Thursday, May 15, 2014

March 27, 1864 (Thursday): Longstreet Eyes Kentucky

Near Dalton GA (aboutGeorgia.com)


HEADQUARTERS,
Greeneville, East Tenn., March 27, 1864.
Brigadier General T. JORDAN,
Chief of Staff, Dept. of S. C., Ga., and Fla.:
   GENERAL: Your latter of the 19th and the general's telegram were received yesterday. I send a copy of my letter to the President,* which will explain my proposition for the spring campaign in the West.
    The troops in this department are living on half ration of meat and bread, without any good reason to hope for better prospects. Our animals re in the same condition, with the hope of getting grass in a mouth more. Supplies seem to be about as scarce all over the Confederacy. It seems a necessity, therefore, that we should advance, and this route seems to offer more ready and complete relief than any other. If we had an abundance of supplies it seems to me that we should go into Kentucky as a political move.
    If we retain our present position the enemy will, in the course of a few months, be able to raise large additional forces, and when entirely ready he will again concentrate his forces upon some point, and will eventually get possession, and he will continue to proceed in the same way to the close of the chapter. If we go into Kentucky, and can there unite with General Johnston's army, we shall have force enough to hold. The enemy will be more of less demoralized and disheartened by the great loss of territory which he will sustain, and he will find great difficulty in getting men enough to operate with before the elections in the fall, when in all probability Lincoln will be defeated and peace will follow in the spring.
    The political opponents of Mr. Lincoln can furnish no reason at this late day against the war so long as it is successful with him, and thus far it has certainly been as successful as nay one could reasonably except. if however, his opponents were to find at the end of three years that we held Kentucky and were as well to do as at the beginning of the war, it would be a powerful argument against Lincoln and against the war. Lincoln's re-election seems to depend upon the result of your efforts during the present year. If he is reelected, the war must continue, and I see no way of defeating his re-enlisted except by military success.
    I was under the impression that General Beauregard could bring into the field at least 20,000 men. These, with what we have here, could go into Kentucky and force the Yankee army out of Tennessee as far back as the borders of Kentucky. If the enemy should attack us before Johnston joins us, he would be obliged to do so in some haste, and we ought, therefore, to be able to beat him. If he uses caution we could maneuver so as to avoid battle and make a junction with Johnston, when we could advance to the Ohio.
    This, thorough, should be done without delay and before the enemy can have time to being his plans. If he beings to operate I fear that we shall adopt our usual policy of concentrating our troop s just where he wants them. Dalton, as you say, would be a more easy point of concentration, but I should have to travel a thousand miles to get there, and should then be twice as far from Louisville as I am at present. His troops (the general's) would be farther from Louisville at Dalton than they would be at Morganton, N. C., and they would be quite as far from Louisville at Dalton as they would be at Greenville or Spartanburg, S. C. From Dalton we should be obliged to march through a country that may not be able to supply the army. My chief objection to Dalton, however, is the time that will be occupied in getting there and getting away from there. One or the other I regard as essential.
    You speak of the enemy getting behind us to fortify the Cumberland Mountain passes. This I regard as next to an impossibility. He will be obliged to seek a base before he can anything else., and whilst he is doing Johnston can open ours, and we shall have the mountain passes besides.
I remain, general, very respectfully, your obedient servant,


    J. LONGSTREET,
    Lieutenant-General, Commanding.


* See inclosure of Longstreet to Johnston, March 16, p. 637. 

Longstreet was 161 miles from Dalton and 215 miles from Louisville.  Dalton is 245 miles from Louisville.  You might observe that 245-215 is 30, which is not twice 215.  Also Longstreet was off by 839 miles in his estimate of the distance from Greenville, TN to Dalton.  It is 286 miles from Morganton to Louisville.  In short, Longstreet wanted to leave from his current position and march with a combined force (including men from Beauregard) into Kentucky.  His fear was if the army fell back to Dalton it would concentrate there and end up on the defensive.  What he did not plan on, obviously, was returning with his troops to the Army of Northern Virginia.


* **WHAT THE TASK REQUIRES**
Restate each record word for word, omitting whatever pictures it holds.

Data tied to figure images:
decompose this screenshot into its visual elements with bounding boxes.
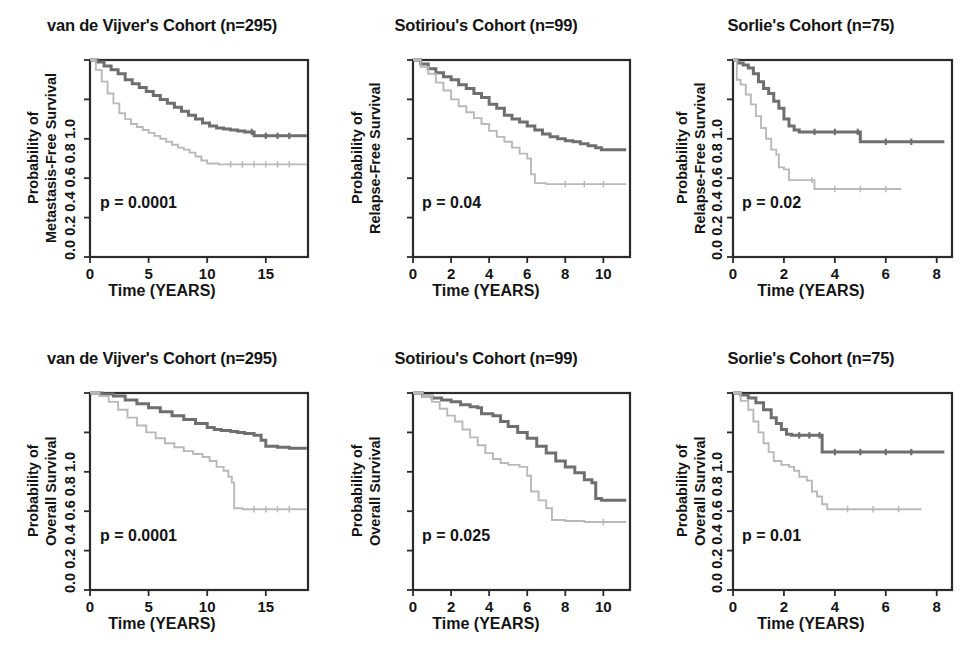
x-tick-label: 0 (86, 598, 94, 615)
x-tick-label: 2 (447, 598, 455, 615)
x-tick-label: 5 (144, 598, 152, 615)
km-curve-high-group (90, 393, 307, 448)
x-tick-label: 6 (523, 598, 531, 615)
x-tick-label: 4 (485, 598, 494, 615)
km-curve-low-group (413, 393, 626, 522)
axis-box (90, 60, 308, 257)
x-tick-label: 4 (485, 265, 494, 282)
kaplan-meier-figure: van de Vijver's Cohort (n=295)Probabilit… (0, 0, 973, 665)
km-curve-high-group (413, 60, 626, 150)
x-tick-label: 0 (409, 265, 417, 282)
km-panel-bottom-left: van de Vijver's Cohort (n=295)Probabilit… (0, 333, 324, 665)
km-curve-low-group (90, 393, 307, 509)
x-tick-label: 2 (447, 265, 455, 282)
x-tick-label: 0 (729, 265, 737, 282)
x-tick-label: 10 (199, 598, 216, 615)
x-tick-label: 4 (831, 265, 840, 282)
x-tick-label: 0 (729, 598, 737, 615)
axis-box (413, 60, 630, 257)
x-tick-label: 2 (780, 598, 788, 615)
x-tick-label: 8 (933, 265, 941, 282)
km-curve-high-group (733, 60, 944, 142)
x-tick-label: 15 (257, 265, 274, 282)
plot-area: 0246810 (324, 333, 648, 665)
x-tick-label: 8 (561, 265, 569, 282)
plot-area: 051015 (0, 0, 324, 332)
x-tick-label: 6 (882, 598, 890, 615)
axis-box (413, 393, 630, 590)
km-panel-bottom-middle: Sotiriou's Cohort (n=99)Probability ofOv… (324, 333, 648, 665)
plot-area: 051015 (0, 333, 324, 665)
x-tick-label: 15 (257, 598, 274, 615)
km-panel-bottom-right: Sorlie's Cohort (n=75)Probability ofOver… (649, 333, 973, 665)
km-curve-low-group (90, 60, 307, 164)
x-tick-label: 0 (86, 265, 94, 282)
axis-box (733, 393, 952, 590)
km-panel-top-left: van de Vijver's Cohort (n=295)Probabilit… (0, 0, 324, 332)
plot-area: 02468 (649, 333, 973, 665)
x-tick-label: 5 (144, 265, 152, 282)
x-tick-label: 0 (409, 598, 417, 615)
km-panel-top-middle: Sotiriou's Cohort (n=99)Probability ofRe… (324, 0, 648, 332)
x-tick-label: 8 (561, 598, 569, 615)
x-tick-label: 10 (199, 265, 216, 282)
x-tick-label: 4 (831, 598, 840, 615)
km-panel-top-right: Sorlie's Cohort (n=75)Probability ofRela… (649, 0, 973, 332)
x-tick-label: 10 (595, 265, 612, 282)
plot-area: 02468 (649, 0, 973, 332)
x-tick-label: 2 (780, 265, 788, 282)
plot-area: 0246810 (324, 0, 648, 332)
x-tick-label: 8 (933, 598, 941, 615)
x-tick-label: 10 (595, 598, 612, 615)
km-curve-high-group (90, 60, 307, 136)
x-tick-label: 6 (523, 265, 531, 282)
x-tick-label: 6 (882, 265, 890, 282)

* **SOLUTION FOR THIS PROBLEM**
decompose this screenshot into its visual elements with bounding boxes.
x-tick-label: 0 (86, 598, 94, 615)
x-tick-label: 2 (447, 598, 455, 615)
x-tick-label: 5 (144, 598, 152, 615)
km-curve-high-group (90, 393, 307, 448)
x-tick-label: 6 (523, 598, 531, 615)
x-tick-label: 4 (485, 598, 494, 615)
km-curve-low-group (413, 393, 626, 522)
axis-box (90, 60, 308, 257)
x-tick-label: 4 (485, 265, 494, 282)
kaplan-meier-figure: van de Vijver's Cohort (n=295)Probabilit… (0, 0, 973, 665)
km-curve-high-group (413, 60, 626, 150)
x-tick-label: 0 (409, 265, 417, 282)
km-panel-bottom-left: van de Vijver's Cohort (n=295)Probabilit… (0, 333, 324, 665)
km-curve-low-group (90, 393, 307, 509)
x-tick-label: 2 (447, 265, 455, 282)
x-tick-label: 0 (729, 265, 737, 282)
x-tick-label: 10 (199, 598, 216, 615)
x-tick-label: 4 (831, 265, 840, 282)
x-tick-label: 0 (729, 598, 737, 615)
axis-box (413, 60, 630, 257)
x-tick-label: 2 (780, 598, 788, 615)
x-tick-label: 8 (933, 265, 941, 282)
km-curve-high-group (733, 60, 944, 142)
x-tick-label: 15 (257, 265, 274, 282)
plot-area: 0246810 (324, 333, 648, 665)
x-tick-label: 8 (561, 265, 569, 282)
plot-area: 051015 (0, 0, 324, 332)
x-tick-label: 6 (882, 598, 890, 615)
axis-box (413, 393, 630, 590)
km-panel-bottom-middle: Sotiriou's Cohort (n=99)Probability ofOv… (324, 333, 648, 665)
plot-area: 051015 (0, 333, 324, 665)
x-tick-label: 15 (257, 598, 274, 615)
km-panel-bottom-right: Sorlie's Cohort (n=75)Probability ofOver… (649, 333, 973, 665)
km-curve-low-group (90, 60, 307, 164)
x-tick-label: 0 (86, 265, 94, 282)
axis-box (733, 393, 952, 590)
km-panel-top-left: van de Vijver's Cohort (n=295)Probabilit… (0, 0, 324, 332)
plot-area: 02468 (649, 333, 973, 665)
x-tick-label: 5 (144, 265, 152, 282)
x-tick-label: 0 (409, 598, 417, 615)
km-panel-top-middle: Sotiriou's Cohort (n=99)Probability ofRe… (324, 0, 648, 332)
x-tick-label: 8 (561, 598, 569, 615)
x-tick-label: 10 (199, 265, 216, 282)
x-tick-label: 4 (831, 598, 840, 615)
km-panel-top-right: Sorlie's Cohort (n=75)Probability ofRela… (649, 0, 973, 332)
x-tick-label: 10 (595, 265, 612, 282)
plot-area: 02468 (649, 0, 973, 332)
x-tick-label: 2 (780, 265, 788, 282)
plot-area: 0246810 (324, 0, 648, 332)
x-tick-label: 8 (933, 598, 941, 615)
x-tick-label: 10 (595, 598, 612, 615)
km-curve-high-group (90, 60, 307, 136)
x-tick-label: 6 (523, 265, 531, 282)
x-tick-label: 6 (882, 265, 890, 282)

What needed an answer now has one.